Winner of the 2016 OffWestEnd best production award, Daniel Goldman’s taut revival stirs up age-old Freudian theories with a startling take on the limitations of creative license.

Can we ever comprehend what drives a son to kill his father?

In Franco-Uruguayan Sergio Blanco’s morbidly compelling Thebes Land, it’s “the incomprehensible territory” of latent violence within us – a theory posited by his alter ego, a pseudo-intellectual writer-director who sets out to interview a young man imprisoned for patricide in Belmarsh.

Winner of the 2016 OffWestEnd best production award, Daniel Goldman’s taut revival stirs up age-old Freudian theories with a startling take on the limitations of creative license.

The whole play is staged inside a caged basketball-court set designed by Jemima Robinson. Ironically, the claustrophobic space proffers some escape for prisoner Martin (Alex Austin) who attempts to order his frustrations according to the rules of the game.

It’s also where Martin meets playwright S (Trevor White) for his informal interviews. But devising a play about an uneducated, abused patricide was never going to be straightforward and Blanco’s cat-and-mouse structure works to peel back layers of the characters as they struggle to find common ground, while simultaneously challenging our perceptions of the creative process.

When S breaks the news that Martin cannot appear in the production for legal reasons and in steps Martin’s stage incarnation, a bright eyed and bushy-tailed aspiring actor Freddie (also brilliantly played by Austin), the gross inadequacies of documenting trauma are expertly satirised. Truth becomes impossibly slippery.

Past scenes cut into the present and alternative versions of the future jostle with reality: what was actually said when Martin gave S his beloved mother’s rosary? How much does Whitney Houston’s “I Have Nothing” feature in the play once it’s written? As the questions mount, what the two men represent for one another also keeps shifting: who is really the mentor here, and is S a father figure or potential lover?

The meta-theatrical game-playing at times becomes a tad indulgent. And at two and a half hours, the play could do with some trimming. But the performances are mesmerising and Goldman is to be applauded for translating the play and showcasing it to a UK audience.

Despite the tough subject matter, it’s surprisingly funny and impressively humane.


• _Problem to solve_
In the listing that follows, how many lines include the word "strike"? Only the number is wanted.

• _Records supplied_

--------

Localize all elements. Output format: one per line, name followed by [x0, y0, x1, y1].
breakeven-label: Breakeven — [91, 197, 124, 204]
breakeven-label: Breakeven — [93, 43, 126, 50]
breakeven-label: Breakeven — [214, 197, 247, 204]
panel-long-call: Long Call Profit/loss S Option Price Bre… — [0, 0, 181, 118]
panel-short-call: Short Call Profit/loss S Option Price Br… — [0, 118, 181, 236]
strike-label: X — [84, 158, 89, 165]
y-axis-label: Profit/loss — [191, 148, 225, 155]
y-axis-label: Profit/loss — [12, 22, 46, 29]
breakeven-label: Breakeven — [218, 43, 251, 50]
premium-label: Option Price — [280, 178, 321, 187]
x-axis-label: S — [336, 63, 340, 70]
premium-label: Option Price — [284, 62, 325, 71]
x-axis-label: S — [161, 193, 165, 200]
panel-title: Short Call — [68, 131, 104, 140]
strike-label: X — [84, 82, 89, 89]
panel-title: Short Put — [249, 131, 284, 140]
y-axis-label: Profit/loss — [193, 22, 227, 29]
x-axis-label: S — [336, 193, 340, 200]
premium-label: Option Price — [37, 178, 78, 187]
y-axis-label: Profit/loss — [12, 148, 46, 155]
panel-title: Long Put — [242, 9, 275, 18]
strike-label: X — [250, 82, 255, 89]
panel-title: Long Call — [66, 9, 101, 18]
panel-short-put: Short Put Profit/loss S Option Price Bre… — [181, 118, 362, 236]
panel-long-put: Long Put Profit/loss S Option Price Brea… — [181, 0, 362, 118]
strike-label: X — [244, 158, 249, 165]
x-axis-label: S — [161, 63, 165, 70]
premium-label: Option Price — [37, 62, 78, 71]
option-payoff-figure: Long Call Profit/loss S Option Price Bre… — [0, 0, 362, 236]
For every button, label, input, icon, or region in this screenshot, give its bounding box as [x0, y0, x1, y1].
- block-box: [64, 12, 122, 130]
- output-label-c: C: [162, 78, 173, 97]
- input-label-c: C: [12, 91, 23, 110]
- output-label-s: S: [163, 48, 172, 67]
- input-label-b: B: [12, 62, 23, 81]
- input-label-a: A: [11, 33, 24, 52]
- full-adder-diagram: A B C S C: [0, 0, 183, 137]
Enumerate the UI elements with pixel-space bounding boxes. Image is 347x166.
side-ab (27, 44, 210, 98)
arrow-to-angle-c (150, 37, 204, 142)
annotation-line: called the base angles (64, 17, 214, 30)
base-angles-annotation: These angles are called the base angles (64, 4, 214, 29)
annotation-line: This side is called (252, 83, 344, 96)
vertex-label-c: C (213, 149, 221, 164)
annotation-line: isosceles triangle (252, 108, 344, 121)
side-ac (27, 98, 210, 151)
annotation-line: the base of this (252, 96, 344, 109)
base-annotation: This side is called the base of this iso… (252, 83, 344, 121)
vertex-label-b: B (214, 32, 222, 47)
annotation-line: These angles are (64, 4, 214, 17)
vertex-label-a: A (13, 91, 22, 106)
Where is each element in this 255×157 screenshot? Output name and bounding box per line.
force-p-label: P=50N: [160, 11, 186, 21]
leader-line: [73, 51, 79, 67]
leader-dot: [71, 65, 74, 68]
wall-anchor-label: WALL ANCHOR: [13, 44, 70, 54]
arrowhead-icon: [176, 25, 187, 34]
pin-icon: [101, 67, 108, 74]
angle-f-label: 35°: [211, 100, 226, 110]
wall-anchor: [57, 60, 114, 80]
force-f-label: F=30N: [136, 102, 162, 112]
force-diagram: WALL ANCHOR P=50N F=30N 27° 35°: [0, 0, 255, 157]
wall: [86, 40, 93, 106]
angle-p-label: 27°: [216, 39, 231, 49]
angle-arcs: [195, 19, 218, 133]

--------

• _Solution to the exercise_
4